Vanguard High Dividend Yield strikes a nice balance between higher-yielding stocks and distressed yield traps. Its ability to manage risk should provide an advantage over most of its Morningstar Category peers.
This fund tracks the FTSE High Dividend Yield Index. It starts with large- and mid-cap stocks in the FTSE USA Index, excluding REITs, and ranks them by their expected dividend yield over the next 12 months. The index selects those representing the higher-yielding half of eligible dividend-paying stocks. Selected holdings are weighted by float-adjusted market cap, pulling the portfolio toward larger, more stable stocks.
Focusing on dividend yield gives the portfolio a value orientation that can open the portfolio to risk. Yield traps, or stocks with untenably high dividends, pose a significant risk to dividend funds. But this strategy limits its exposure to risky companies. Sweeping half the dividend-paying universe into its portfolio diversifies stock-specific risks and limits the influence of distressed firms. Market-cap weighting also emphasizes larger, more stable firms that should have the capacity to continue making dividend payments. This mitigates the impact of yield traps because their weight drops as their prices fall.
Leaning toward stable companies comes at the cost of maximizing dividend yield. But the fund's yield still typically surpasses the Russell 1000 Value Index by about 1 percentage point. Stability extended to performance as well, with the fund historically experiencing a standard deviation consistently lower than its category bogy.
Like other dividend funds, this portfolio's sector composition can deviate substantially from the category index, owing to its yield orientation. Market-cap weighting normally keeps these differences small, but the fund’s yield screen can still exclude a significant portion of the market during extreme conditions. Between 2010 and 2018, for instance, the fund’s allocation to financial stocks was anywhere from 15 to 20 percentage points below the category average. This is an artifact of the post-financial-crisis dividend cuts across much of the sector. While this did not hurt the fund’s performance significantly, sector bets tend to be an uncompensated risk.
This fund’s cost-conscious approach sets it apart from the crowd. Its 0.06% fee is among the lowest in the large-value category.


* What the task asks: Repeat every line of the data exactly; no picture belongs in the copy.
:: Data
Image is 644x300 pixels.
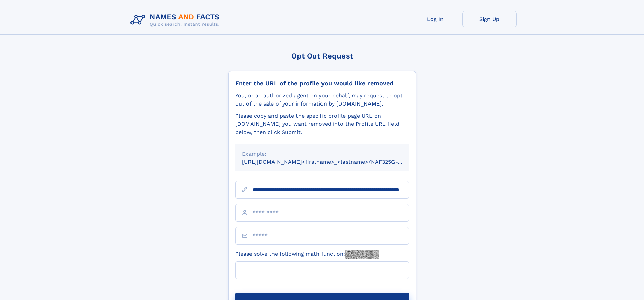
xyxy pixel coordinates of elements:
div: Enter the URL of the profile you would like removed [235,80,409,87]
div: Example: [242,150,403,158]
a: Sign Up [463,11,517,28]
div: Please copy and paste the specific profile page URL on [DOMAIN_NAME] you want removed into the Pr... [235,112,409,136]
div: Opt Out Request [228,52,417,60]
img: Logo Names and Facts [128,11,225,29]
div: You, or an authorized agent on your behalf, may request to opt-out of the sale of your informatio... [235,92,409,108]
label: Please solve the following math function: [235,250,379,259]
a: Log In [409,11,463,28]
small: [URL][DOMAIN_NAME]<firstname>_<lastname>/NAF325G-xxxxxxxx [242,159,422,165]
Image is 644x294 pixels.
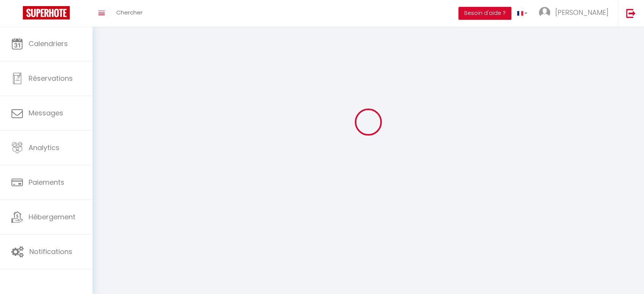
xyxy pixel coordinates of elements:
[626,8,636,18] img: logout
[28,108,63,117] span: Messages
[539,7,550,18] img: ...
[23,6,70,20] img: Super Booking
[28,178,65,187] span: Paiements
[612,260,638,289] iframe: Chat
[28,143,60,152] span: Analytics
[28,74,73,83] span: Réservations
[458,7,511,20] button: Besoin d'aide ?
[28,212,75,222] span: Hébergement
[28,39,68,49] span: Calendriers
[30,247,72,256] span: Notifications
[555,8,608,17] span: [PERSON_NAME]
[116,8,143,16] span: Chercher
[6,3,29,26] button: Ouvrir le widget de chat LiveChat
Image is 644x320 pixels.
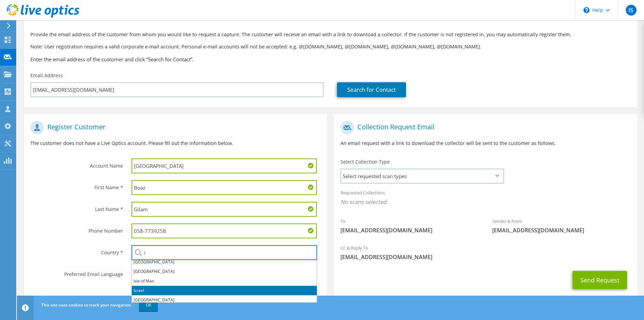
::::
* Response to this exercise:
Image is 644x300 pixels.
xyxy pixel coordinates of elements:
div: Enter the URL of the profile you would like removed [235,80,409,87]
div: Example: [242,150,403,158]
a: Sign Up [463,11,517,28]
div: Please copy and paste the specific profile page URL on [DOMAIN_NAME] you want removed into the Pr... [235,112,409,136]
div: Opt Out Request [228,52,417,60]
img: Logo Names and Facts [128,11,225,29]
div: You, or an authorized agent on your behalf, may request to opt-out of the sale of your informatio... [235,92,409,108]
label: Please solve the following math function: [235,250,379,259]
a: Log In [409,11,463,28]
small: [URL][DOMAIN_NAME]<firstname>_<lastname>/NAF325G-xxxxxxxx [242,159,422,165]
Image is 644x294 pixels.
xyxy pixel coordinates of elements:
[626,8,636,18] img: logout
[28,108,63,117] span: Messages
[539,7,550,18] img: ...
[23,6,70,20] img: Super Booking
[28,178,65,187] span: Paiements
[612,260,638,289] iframe: Chat
[28,143,60,152] span: Analytics
[28,74,73,83] span: Réservations
[458,7,511,20] button: Besoin d'aide ?
[28,212,75,222] span: Hébergement
[28,39,68,49] span: Calendriers
[30,247,72,256] span: Notifications
[555,8,608,17] span: [PERSON_NAME]
[116,8,143,16] span: Chercher
[6,3,29,26] button: Ouvrir le widget de chat LiveChat
Image is 644x320 pixels.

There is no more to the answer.